Skip To Navigation Skip To Content

Someone Call a Doctor, This Plaintiff is Facing an Adverse Inference

If I’ve had a number of family doctors, do I need to call all of them at trial? What if I had a falling out with some of them?

In today’s case, Justice Armstrong was faced with the difficult task of sorting out damages owing to a woman whose claim was riddled with complicating factors, including liability questions, a serious credibility issue, and tidal waves of intermixed symptoms arising in the years before and after the subject collision (Chavez-Salinas v Tower 2017 BCSC 2068).   A further issue arose from the plaintiff’s attendance at a significant number of general practitioners and specialists, and her subsequent failure to call all of those physicians at trial.

In general, one can expect that someone engaged in litigation would want to call as a witness everyone who would have knowledge of the facts and would be willing to assist the party.  It makes sense – if I say that my evil stepmother dropped my priceless diamond necklace down the sewer drain and my sister saw her do it, I’d be expected to call my sister at the trial to talk about what she saw.  When a party doesn’t call that witness and doesn’t provide any explanation, the other party can ask for something called an adverse inference.  In my case against my evil stepmother, the adverse inference would be the court’s assumption that my sister would actually not give the helpful evidence you’d otherwise expect (ie. that she maybe didn’t see that priceless necklace slip out of our stepmother’s talons and through the sewer grates).  An adverse inference is an implied admission by the party that the witness would give contrary or unsupportive evidence.

In the case at bar, the plaintiff had had fallings out with a few of her physicians and hadn’t explained away her failure to call them at trial (nor had she produced any opinion evidence from the physicians at all).  Justice Armstrong reviewed the basic tenets of adverse inference in this context before deciding that he would, indeed, draw an adverse inference given a number of factors – but particularly that the plaintiff (who had a poor memory herself) hadn’t called any physicians who had treated her in the first 18 months after her collision:

[202]     In Buksh v. Miles, 2008 BCCA 318, at para. 34 [Buksh] the Court of Appeal revisited the question of when adverse inferences will be appropriate. The Court said:

[34]      Taking the admonition of Mr. Justice Davey to the extreme in today’s patchwork of medical services raises the likelihood of increased litigation costs attendant upon more medical reports from physicians or additional attendances of physicians at court, with little added to the trial process but time and expense, and nothing added to the knowledge of counsel. Perhaps the idea that an adverse inference may be sought, on the authority of Barker, for the reason that every walk-in clinic physician was not called fits within the description of “punctilio” that is no longer to bind us, referred to by Mr. Justice Dickson in R. v. Sault Ste. Marie, , [1978] 2 S.C.R. 1299, 3 C.R. (3d) 30, in a different context.

[203]     In Buksh, the court also outlined some of the features to be considered on an application for an adverse inference concerning treating doctors as follows:

[35]        In this environment, and bearing in mind the position of a lawyer bound to be truthful to the court, it seems to me there is a threshold question that must be addressed before the instruction on adverse inferences is given to the jury:  whether, given the evidence before the court, given the explanations proffered for not calling the witness, given the nature of the evidence that could be provided by the witness, given the extent of disclosure of that physician’s clinical notes, and given the circumstances of the trial (e.g., an initial agreement to introduce clinical records that work contrary to the inference, or incorporation of that witness’s views or observations in the report of a witness called by the other side) a juror could reasonably draw the inference that the witness not called would have given evidence detrimental to the party’s case.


> Directions for this task
Copy every line from the records below that holds the word "order".

══ Material to process

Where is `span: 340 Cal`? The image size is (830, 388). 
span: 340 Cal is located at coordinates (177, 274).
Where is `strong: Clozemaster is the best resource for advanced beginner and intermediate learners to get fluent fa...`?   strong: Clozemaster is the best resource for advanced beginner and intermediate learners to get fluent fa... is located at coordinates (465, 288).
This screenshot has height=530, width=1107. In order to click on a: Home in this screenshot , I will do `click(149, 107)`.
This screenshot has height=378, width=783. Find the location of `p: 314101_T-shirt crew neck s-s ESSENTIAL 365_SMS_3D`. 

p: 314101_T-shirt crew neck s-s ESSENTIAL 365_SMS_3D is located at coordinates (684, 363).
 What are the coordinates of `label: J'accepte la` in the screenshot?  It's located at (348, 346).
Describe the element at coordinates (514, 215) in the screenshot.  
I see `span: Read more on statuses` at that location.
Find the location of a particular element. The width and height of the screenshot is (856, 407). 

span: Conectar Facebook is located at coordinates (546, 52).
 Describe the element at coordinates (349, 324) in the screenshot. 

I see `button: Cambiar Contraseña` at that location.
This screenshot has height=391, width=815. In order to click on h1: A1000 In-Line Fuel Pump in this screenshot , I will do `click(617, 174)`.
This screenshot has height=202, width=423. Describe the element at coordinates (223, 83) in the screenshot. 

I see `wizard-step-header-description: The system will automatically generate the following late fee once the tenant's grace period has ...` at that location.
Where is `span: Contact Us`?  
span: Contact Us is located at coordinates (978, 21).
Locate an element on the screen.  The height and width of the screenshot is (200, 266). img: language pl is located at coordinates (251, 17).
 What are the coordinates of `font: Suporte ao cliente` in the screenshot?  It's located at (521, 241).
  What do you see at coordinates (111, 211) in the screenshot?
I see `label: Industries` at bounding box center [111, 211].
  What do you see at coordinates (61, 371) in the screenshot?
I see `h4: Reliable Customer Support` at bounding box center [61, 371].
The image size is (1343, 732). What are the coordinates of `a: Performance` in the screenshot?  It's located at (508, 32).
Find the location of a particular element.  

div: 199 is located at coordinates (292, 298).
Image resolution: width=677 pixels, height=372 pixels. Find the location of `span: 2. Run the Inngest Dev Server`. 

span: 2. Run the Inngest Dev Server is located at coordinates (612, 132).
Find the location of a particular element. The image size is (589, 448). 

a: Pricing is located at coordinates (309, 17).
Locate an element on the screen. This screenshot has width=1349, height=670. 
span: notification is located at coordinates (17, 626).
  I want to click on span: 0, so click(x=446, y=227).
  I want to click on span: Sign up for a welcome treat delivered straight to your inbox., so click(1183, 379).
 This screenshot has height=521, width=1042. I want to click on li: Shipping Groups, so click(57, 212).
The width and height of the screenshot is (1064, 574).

════

> Your response
This screenshot has height=530, width=1107. In order to click on a: Home in this screenshot , I will do `click(149, 107)`.
This screenshot has height=391, width=815. In order to click on h1: A1000 In-Line Fuel Pump in this screenshot , I will do `click(617, 174)`.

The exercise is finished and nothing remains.